[comp.realtime] Realtime Unix?

klimbal@riacs.edu (Phil Klimbal) (03/01/90)

Many of the "Realtime Unix" systems provide what I would 
characterize as "soft realtime" performance (lets say 1 
millisecond dispatch latency).  What would I do with such 
a system?  How many people actually want all the functionality
of a complete Unix system for their time critical applications?


--Phil Klimbal
  klimbal@riacs.edu

kokody2@me.utoronto.ca (Gerry Kokodyniak) (03/01/90)

Phil Klimbal (klimbal@riacs.edu) in <2057@hydra.riacs.edu> writes:
> Many of the "Realtime Unix" systems provide what I would 
> characterize as "soft realtime" performance (lets say 1 
> millisecond dispatch latency).  What would I do with such 
> a system?  How many people actually want all the functionality
> of a complete Unix system for their time critical applications?
> 
> --Phil Klimbal
>   klimbal@riacs.edu

Realtime Unix becomes very useful in data acquisition/control environments.
An example is say one wants to control several aspects of an experiment and
take data at the same time. In an MSDOS environment one would have to
integrate the different pid loops, data acquisition, etc etc into one
program and one would have to integrate hardware to handle such things as
function generation. If one wanted to add or subtract control/data acquisition
modules, the timing of the program would be seriously affected and one would 
have to rework the program to optimize to the desired timing. On a real-time
unix system one could have a child process that is a function generator,
another child process acquiring data, another child process controlling
one parameter etc etc. With the addition/subtraction of a process, the
timing aspects remain the same. One also has the advantages of the
development environment of a unix system. Included are networking capabilities
thru tcp/ip aloowing one to remotely monitor/control experiments, etc etc.
There is also the advantage that it is a unix system in that many machines
in universities are unix machines running network file servers such as nfs
where one could share resources over the net and have a single type of
operating system instead of transfering from MSDOS to unix etc etc.

It also appears that NASA will be using a realtime UNIX system (i.e. LYNX OS
- a Sys V R 3.2 derivative with BSD features) for use on the space station
(for whenever it comes into being). 

The beauty of the system is that many hardware dependent functions can be 
taken over with software modules. This becomes more possible with faster and
faster micros such as the 80486, 88000, 68040 etc machines. This alows one
more flexibility in applying/changing these functions.

So in my opinion, I think many different people would have use of such
operating systems. There are many uses that probably haven't even been
considered to this point that have been hardware dependent till now.

Gerry Kokodyniak


Gerry Kokodyniak, Ph.D. Student            Department of Mechanical Engineering
kokody2@me.toronto.edu                            University of Toronto
kokody2@me.utoronto.ca                       Structural Integrity Fatigue and
kokody2@ME.UTORONTO.BITNET                     Fracture Research Laboratory
{linus,allegra,decvax,floyd}!utcsri!me!kokody2        (416) 978-6853

mike@lynx.uucp (Mike Bunnell) (03/02/90)

>
>[...
>It also appears that NASA will be using a realtime UNIX system (i.e. LYNX OS
>- a Sys V R 3.2 derivative with BSD features) for use on the space station
>(for whenever it comes into being). 
>..]
>

Thank you for mentioning LynxOS.  LynxOS is NOT, however, a derivative
of SYS VR3 (yuck) or any other operating system.  LynxOS was written
from scratch as an operating system for running hard real-time applications.
Actually, we origionally chose the Berekely 4.2 system call interface
(working signals, select, symbolic links, sockets, job control,
long file names etc.)
System V compatiblity was added later as were 4.3 stuff and POSIX.
It is true that you can run System V executables, but that is because
everyone has picked System V for there binary coding standards and
there is more off-the-shelf software available for system V.
However when we compile GNU stuff or X-Windows we make the BSD versions.

m5@lynx.uucp (Mike McNally) (03/02/90)

mike@lynx.uucp (Mike Bunnell) writes:

>>It also appears that NASA will be using a realtime UNIX system (i.e. LYNX OS

>Actually, we origionally chose . . .
>System V compatiblity was added . . .
>everyone has picked System V for there binary . . .

We'll be adding the "ispell" spelling checker to our standard distribution
real soon now...




-- 
Mike McNally                                    Lynx Real-Time Systems
uucp: {voder,athsys}!lynx!m5                    phone: 408 370 2233

            Where equal mind and contest equal, go.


• [The problem]
Output the records, every one, exactly as given.
-------
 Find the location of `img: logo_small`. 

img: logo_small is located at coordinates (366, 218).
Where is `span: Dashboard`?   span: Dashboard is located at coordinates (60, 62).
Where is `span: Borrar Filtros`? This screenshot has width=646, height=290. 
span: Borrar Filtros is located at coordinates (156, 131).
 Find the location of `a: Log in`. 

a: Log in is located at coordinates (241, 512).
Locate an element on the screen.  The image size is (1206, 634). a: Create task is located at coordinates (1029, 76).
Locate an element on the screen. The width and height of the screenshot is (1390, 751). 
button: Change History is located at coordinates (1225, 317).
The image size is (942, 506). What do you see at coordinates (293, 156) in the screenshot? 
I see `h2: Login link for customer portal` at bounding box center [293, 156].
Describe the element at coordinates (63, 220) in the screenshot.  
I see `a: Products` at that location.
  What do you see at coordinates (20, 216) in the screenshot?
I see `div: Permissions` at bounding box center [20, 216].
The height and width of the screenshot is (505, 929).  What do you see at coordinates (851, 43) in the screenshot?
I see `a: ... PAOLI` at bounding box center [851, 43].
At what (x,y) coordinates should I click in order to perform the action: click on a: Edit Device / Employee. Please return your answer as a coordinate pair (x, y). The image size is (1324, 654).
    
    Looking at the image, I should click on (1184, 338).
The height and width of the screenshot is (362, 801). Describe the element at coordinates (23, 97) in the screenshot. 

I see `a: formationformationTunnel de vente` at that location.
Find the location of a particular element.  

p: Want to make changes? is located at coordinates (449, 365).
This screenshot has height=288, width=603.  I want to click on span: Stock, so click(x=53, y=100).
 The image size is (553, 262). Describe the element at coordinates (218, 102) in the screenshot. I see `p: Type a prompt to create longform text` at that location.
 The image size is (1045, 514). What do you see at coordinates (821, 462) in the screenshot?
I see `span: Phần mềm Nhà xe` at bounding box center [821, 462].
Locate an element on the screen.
-------
• [Answer to the exercise]
 Find the location of `img: logo_small`. 

img: logo_small is located at coordinates (366, 218).
Where is `span: Dashboard`?   span: Dashboard is located at coordinates (60, 62).
Where is `span: Borrar Filtros`? This screenshot has width=646, height=290. 
span: Borrar Filtros is located at coordinates (156, 131).
 Find the location of `a: Log in`. 

a: Log in is located at coordinates (241, 512).
Locate an element on the screen.  The image size is (1206, 634). a: Create task is located at coordinates (1029, 76).
Locate an element on the screen. The width and height of the screenshot is (1390, 751). 
button: Change History is located at coordinates (1225, 317).
The image size is (942, 506). What do you see at coordinates (293, 156) in the screenshot? 
I see `h2: Login link for customer portal` at bounding box center [293, 156].
Describe the element at coordinates (63, 220) in the screenshot.  
I see `a: Products` at that location.
  What do you see at coordinates (20, 216) in the screenshot?
I see `div: Permissions` at bounding box center [20, 216].
The height and width of the screenshot is (505, 929).  What do you see at coordinates (851, 43) in the screenshot?
I see `a: ... PAOLI` at bounding box center [851, 43].
At what (x,y) coordinates should I click in order to perform the action: click on a: Edit Device / Employee. Please return your answer as a coordinate pair (x, y). The image size is (1324, 654).
    
    Looking at the image, I should click on (1184, 338).
The height and width of the screenshot is (362, 801). Describe the element at coordinates (23, 97) in the screenshot. 

I see `a: formationformationTunnel de vente` at that location.
Find the location of a particular element.  

p: Want to make changes? is located at coordinates (449, 365).
This screenshot has height=288, width=603.  I want to click on span: Stock, so click(x=53, y=100).
 The image size is (553, 262). Describe the element at coordinates (218, 102) in the screenshot. I see `p: Type a prompt to create longform text` at that location.
 The image size is (1045, 514). What do you see at coordinates (821, 462) in the screenshot?
I see `span: Phần mềm Nhà xe` at bounding box center [821, 462].
Locate an element on the screen.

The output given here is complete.